Parts Of An Application

The first thing that you need to know about how to patent the product is the process for patenting a product.

Patenting a product has essentially two stages.  The first is patent application preparation, and the second is patent application prosecution.

In order to patent a product, you first have to prepare a patent application.  A patent application, generally speaking has 5 major parts:

  1. Background – This is usually less than 1.5 pages.  In the background section, you describe the problem that motivated you to create the product that you are trying to patent.
  2. Drawings – The drawings are visual aids that help you explain to a layman how to make and use the product that you are trying to patent.  You know that you have enough drawings when you have enough drawings that someone who knows how to make and use a product of the type that you are trying to patent would be able to look at the drawings and know how to make and use your invention.  Sometimes as many as 20 figures will be used.
  3. Detailed description – The detailed description is a narration of the drawings.  In it, you include the details of the product that you are trying to patent at a level such that someone  who knows how to make and use a product of the type that you are trying to patent would be able to make and use the invention based on the text.  Detailed descriptions can be very detailed.  In complex inventions, this can be ten-or-twenty thousand words.  The language used should be clear and easy to understand.
  4. Claims – The claims are the legal description that tells people what product is patented in as few words as possible.  When you patent a product, the claims are critically important, because they are the legal description of what you own for the purpose of enforcement in court.  The language is sometimes very complex.
  5. Abstract – The abstract is a very brief (less than 150 words) description of the product that you are patenting.  It is included so that someone with very little time can look quickly at the patent on your product and decide if the patent is relevant to what they are trying to do.

Now that you understand the parts of a patent application, a few words about the process of how to patent a product will make more sense.  You (or, if you’re smarter about it, your lawyer) will prepare a patent application, which you will file with the U.S. Patent and Trademark Office (USPTO).

After some length of time, which can be either months or years, the USPTO will send you a document called an office action.  The office action explains why the USPTO is going to or is not going to give you a patent on your product.  Usually, the FIRST answer is “no.”   You then get a patent on your product by arguing and negotiating with the USPTO until you agree with them that a patent should issue on the product and you agree on what the claims should say.  This will involve several office actions and several responses by you or your lawyer.

At the end of the process, the patent office issues a notice of allowance and the patent issues.  At that point, you have a patent on your product.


◆ WHAT YOU SHOULD DO: No pictures, please. Copy exactly the lines from the one with "This screenshot has" through the final line below.

◆ DATASET ENTRIES:
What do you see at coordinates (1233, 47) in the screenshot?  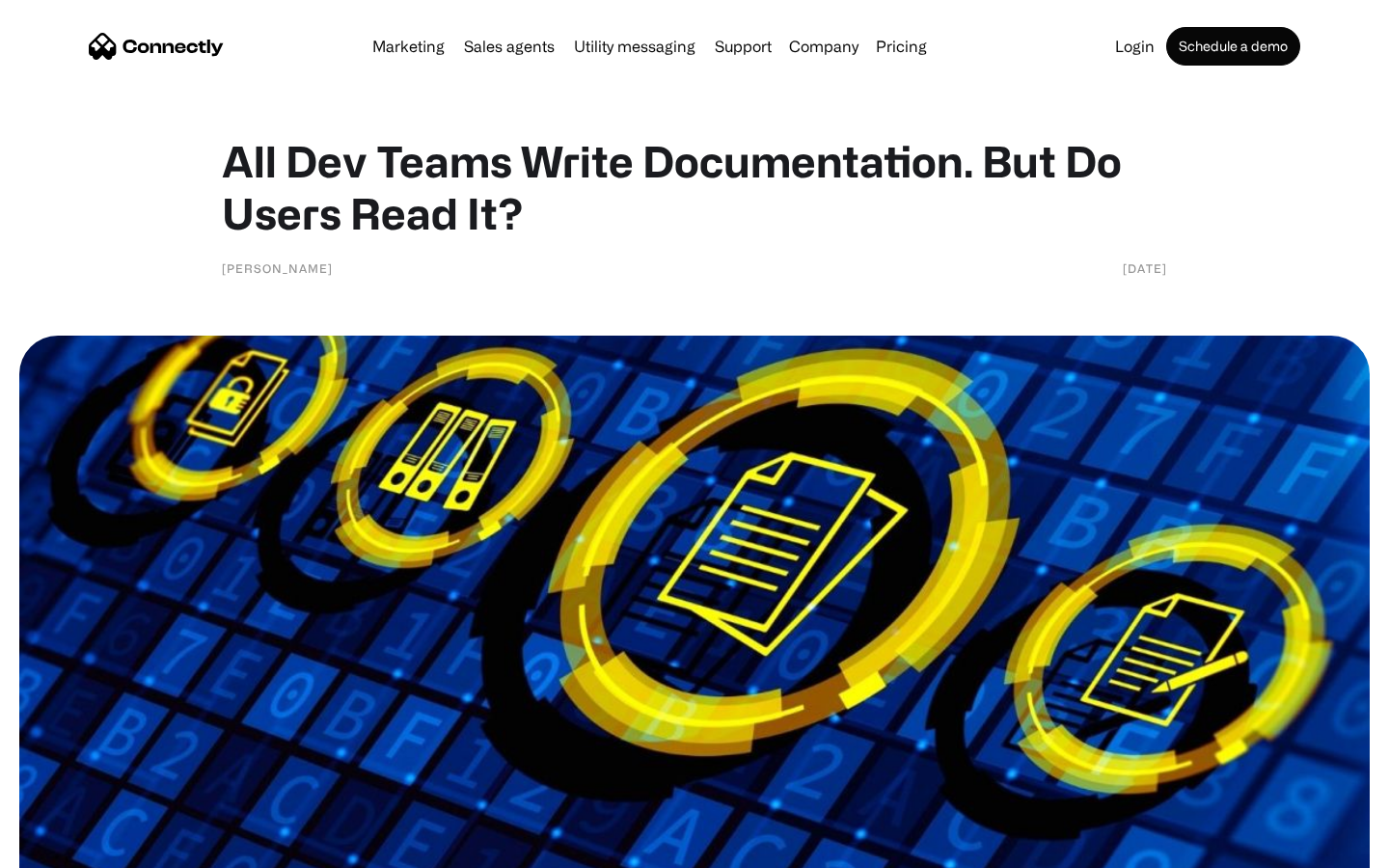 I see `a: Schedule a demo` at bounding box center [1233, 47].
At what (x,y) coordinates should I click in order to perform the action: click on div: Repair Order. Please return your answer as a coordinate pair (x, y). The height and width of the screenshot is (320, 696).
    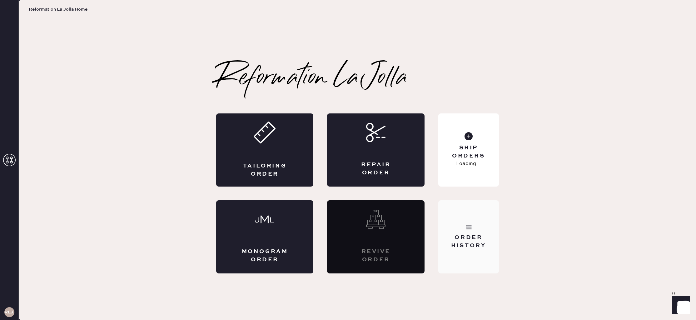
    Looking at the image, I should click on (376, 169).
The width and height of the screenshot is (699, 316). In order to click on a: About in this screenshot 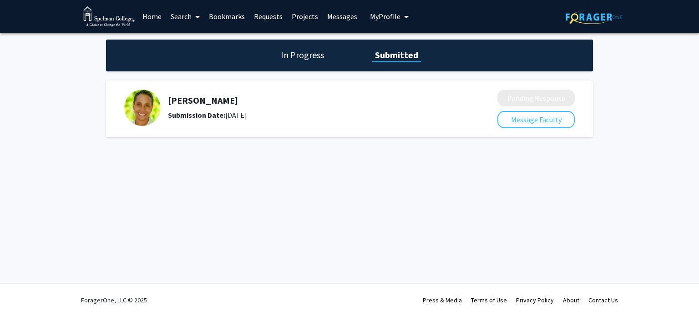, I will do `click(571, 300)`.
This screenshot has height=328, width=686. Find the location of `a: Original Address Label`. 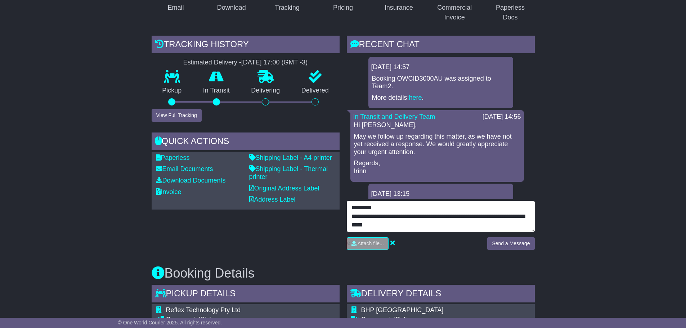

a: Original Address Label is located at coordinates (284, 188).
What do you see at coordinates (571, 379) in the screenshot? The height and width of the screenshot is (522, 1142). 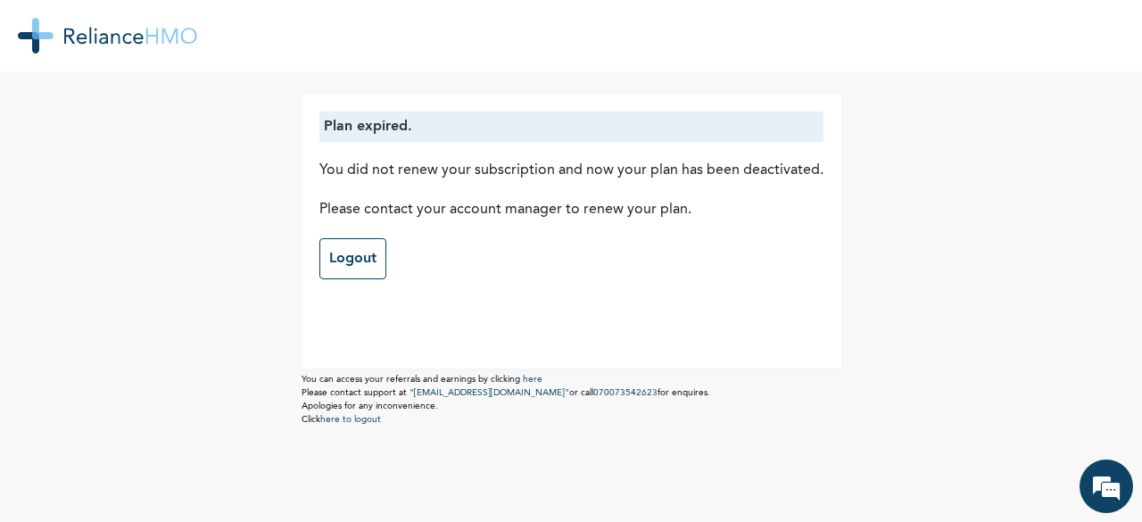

◆ FINISHED EXERCISE:
This screenshot has height=328, width=686. Find the location of `a: Original Address Label`. 

a: Original Address Label is located at coordinates (284, 188).
What do you see at coordinates (571, 379) in the screenshot? The height and width of the screenshot is (522, 1142). 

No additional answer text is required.